For me, a lot is lost in the translation. The craft of the shot takes time and energy away from what should be that tragic cumulative effect of the plotting.
I keep returning to the 1997 adaptation of Ellroy’s L.A. Confidential. It is sturdy and workmanlike in its construction and execution and has no pretension to art. And it’s far more successful than The Black Dahlia, constantly moving forward, rarely dwelling, and always keeping its eye on the whole.
The Illusionist
If you’ve seen both The Illusionist and The Prestige – two period movies about magic that were released a few months apart last year – you likely find one infinitely superior to the other. I’m a Prestige guy; The Illusionist, written and directed by Neil Burger, seems simple and dumb compared to Christopher Nolan’s rich, rewarding effort.
Several smart people disagree. At Slate, Dana Stevens claims:
“The Illusionist .., has considerable intellectual ambitions, though it tucks them discreetly up its sleeve. The film shows the competing strains of spiritualism and scientific rationalism that dominated late-19th-Century thought … .”

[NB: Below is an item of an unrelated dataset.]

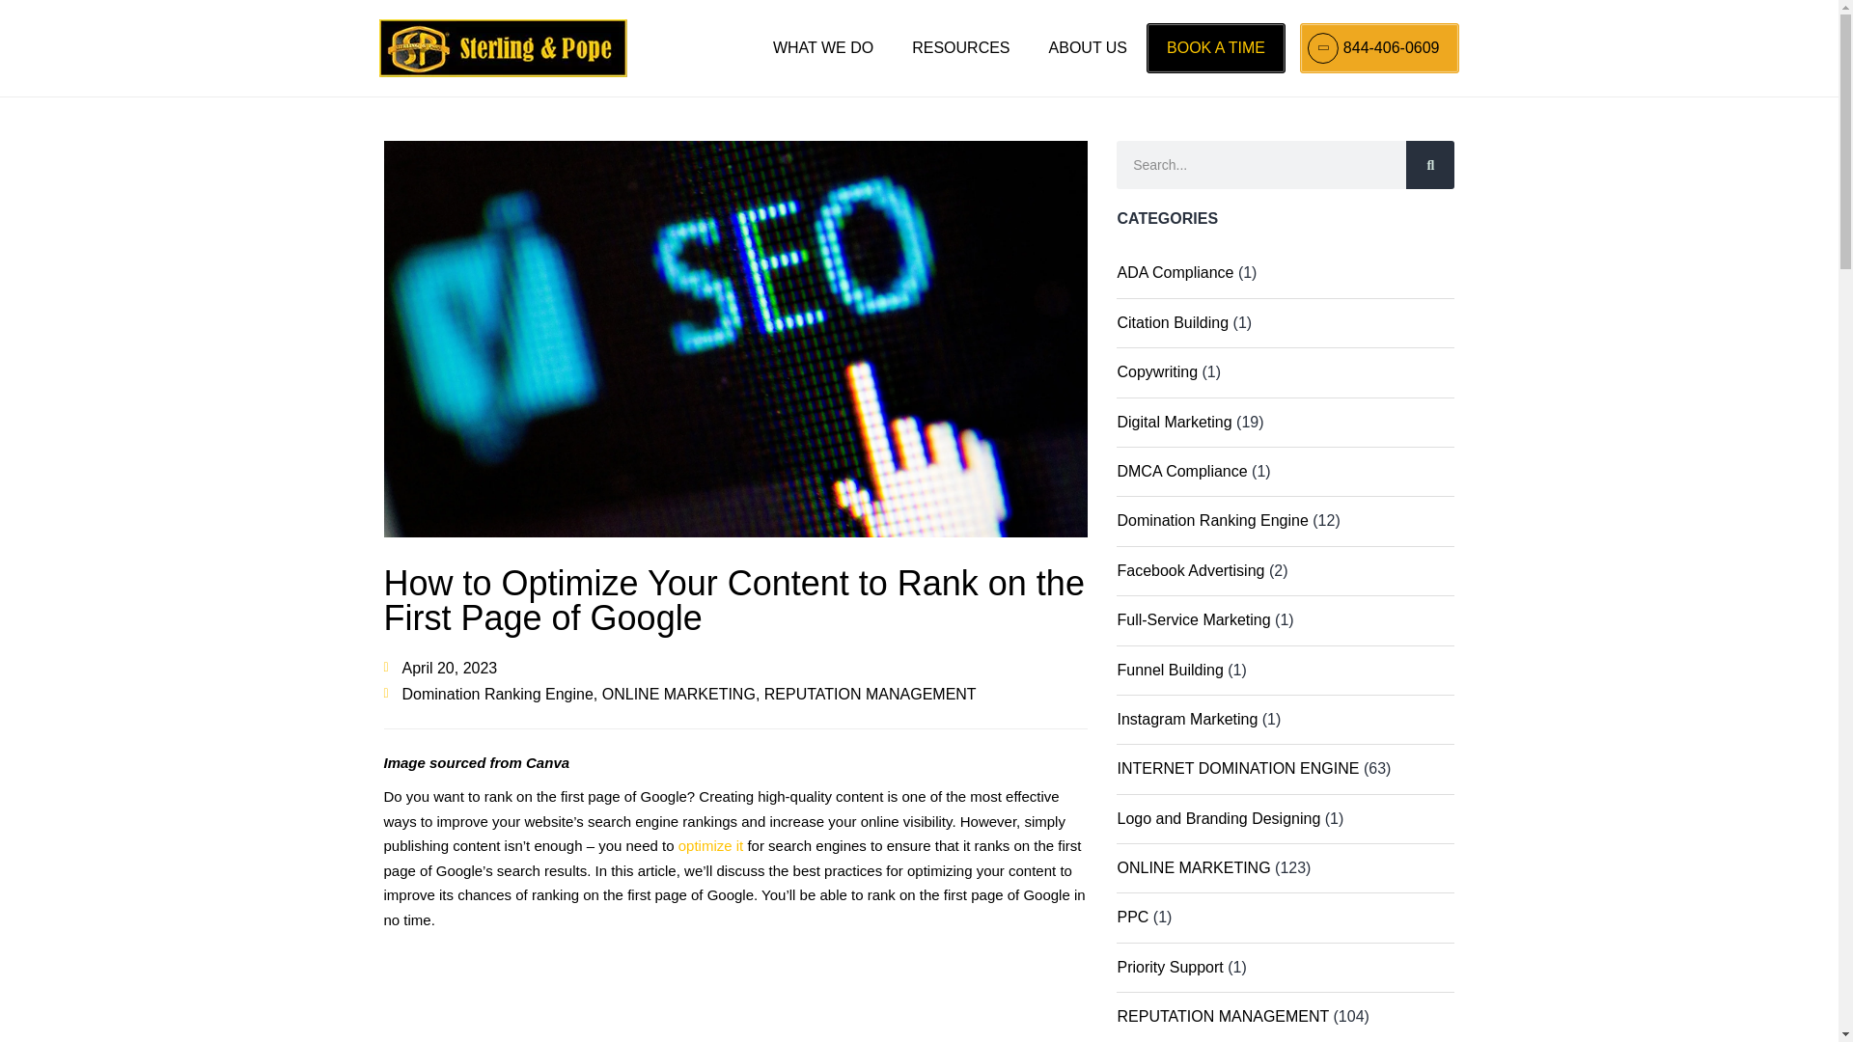 This screenshot has width=1853, height=1042. I want to click on INTERNET DOMINATION ENGINE, so click(1237, 768).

And in the Chicago Reader, Jonathan Rosenbaum is more explicit about the writer/director’s aims:
“Burger … at the outset … introduces us to the mysterious young magician, whose tricks are so spectacular we’re unsure whether to see them as supernatural miracles or as simply very good magic tricks. We’re also presented with a speculative account of how the magician was first introduced to magic – a whimsical fantasy encounter with another magician that provides more details we must decide whether to believe or doubt. The romanticism of Burger’s depiction of 1900 Vienna (conjured up with an exquisite sense of suggestion and ellipsis) and the love story he’s telling serve the same function … : We’re given an elaborate menu of choices, and … we decide how much to believe … .”
These are fair readings thematically, but The Illusionist undercuts them by being far too coy about magic. Yes, there’s a skeptical inspector (Paul Giamatti) whose presence and inquiries prompt the audience to ask whether Edward Norton’s character is merely an illusionist or actually has supernatural powers. (The movie’s title suggests the former.) And yes, the way the movie’s pivotal event is filmed will alert many people to what’s going on.

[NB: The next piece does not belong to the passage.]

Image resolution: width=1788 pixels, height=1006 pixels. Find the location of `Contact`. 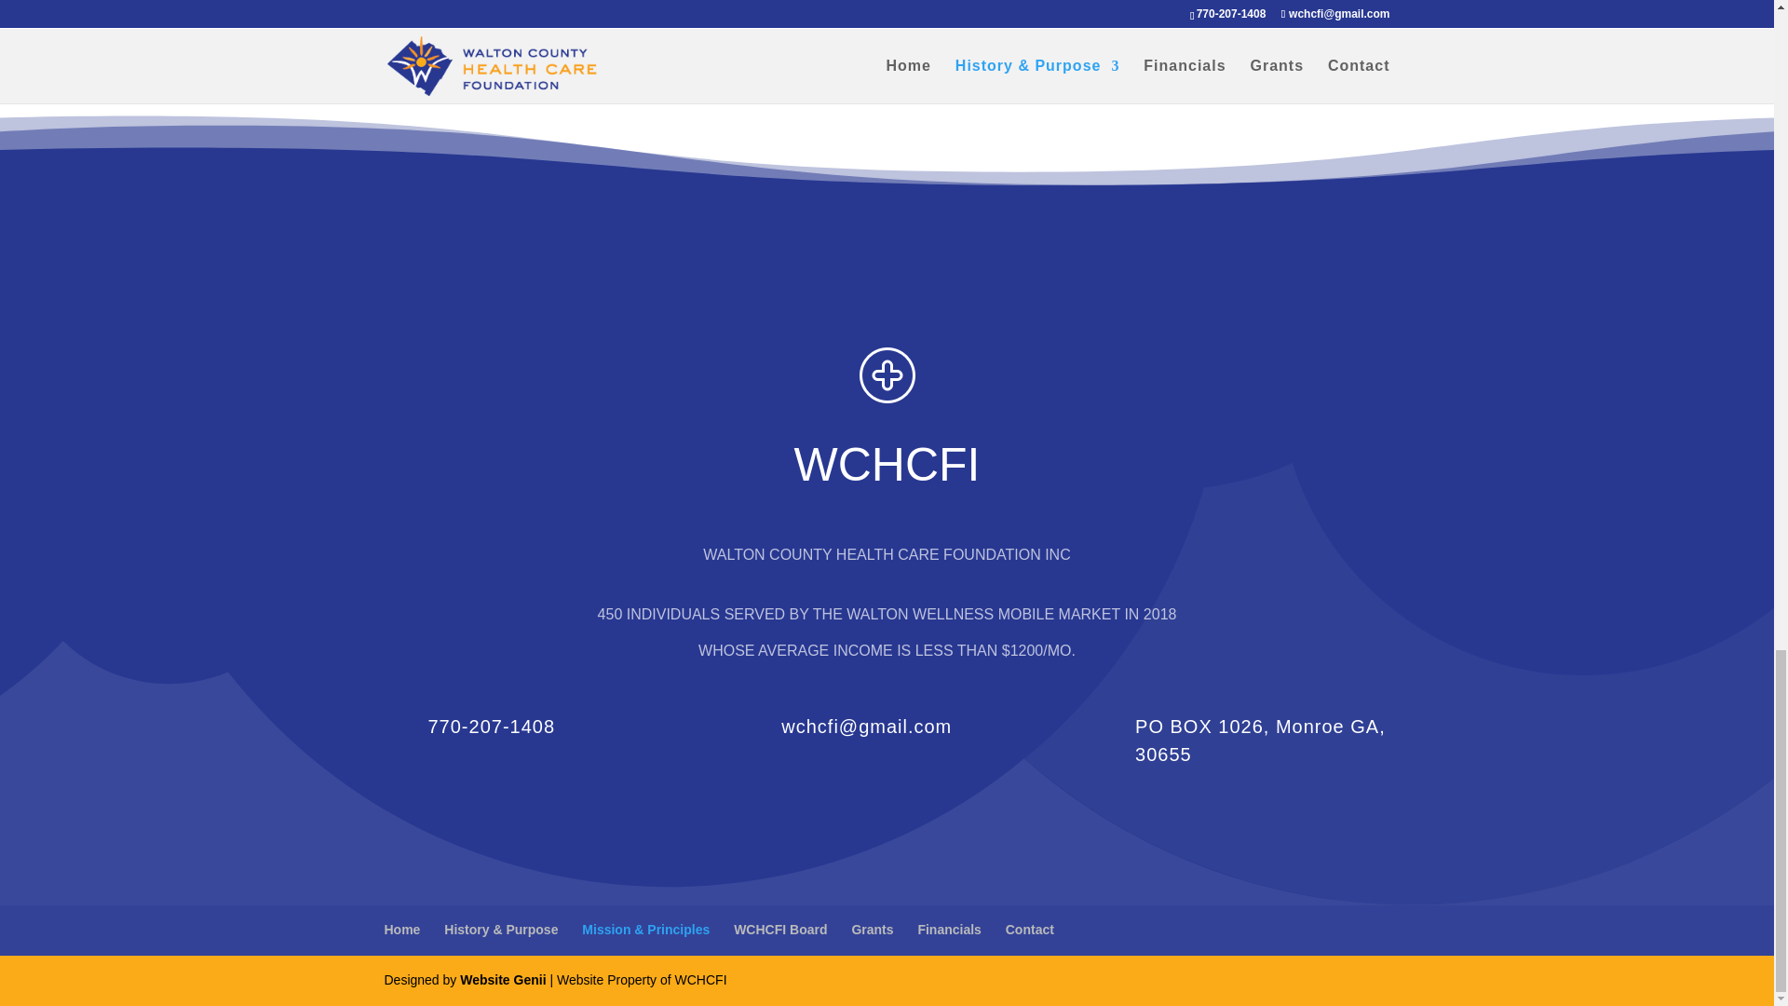

Contact is located at coordinates (1030, 929).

But unlike The Prestige, The Illusionist refuses to show the mechanics of any of its tricks, so the final reveal – which Rosenbaum charitably suggests is thrillingly ambiguous – was to me maddeningly wishy-washy. The Prestige invoked the supernatural (or at least the science-fictitious), but it let the audience know what was possible in the movie’s world; The Illusionist pushes the audience to believe in magic and then pulls the rug out.
Two tricks illustrate the point. The first involves an orange tree that grows miraculously on a tabletop. The second shows Norton conjuring the spirits of the dead before an audience. Burger tells the audience that both could be illusions – the inspector is given the instructions for the tree trick, and a movie projector hints at the secret of the other – but that appears impossible. The tree is clearly achieved cinematically through the use of computer-generated imagery, while the noise of a projector is conspicuously absent from the hushed performance auditorium. Burger wants it both ways: Su
btle clues tell the audience that the effects cannot be achieved without the supernatural, but then – without ever telling viewers how they might be created mechanically – he expects us to march into the camp of skeptics.
Rosenbaum says that we must decide what to believe. But Burger doesn’t give us enough evidence to logically support either conclusion, so I’ll believe that The Illusionist is just a bad movie.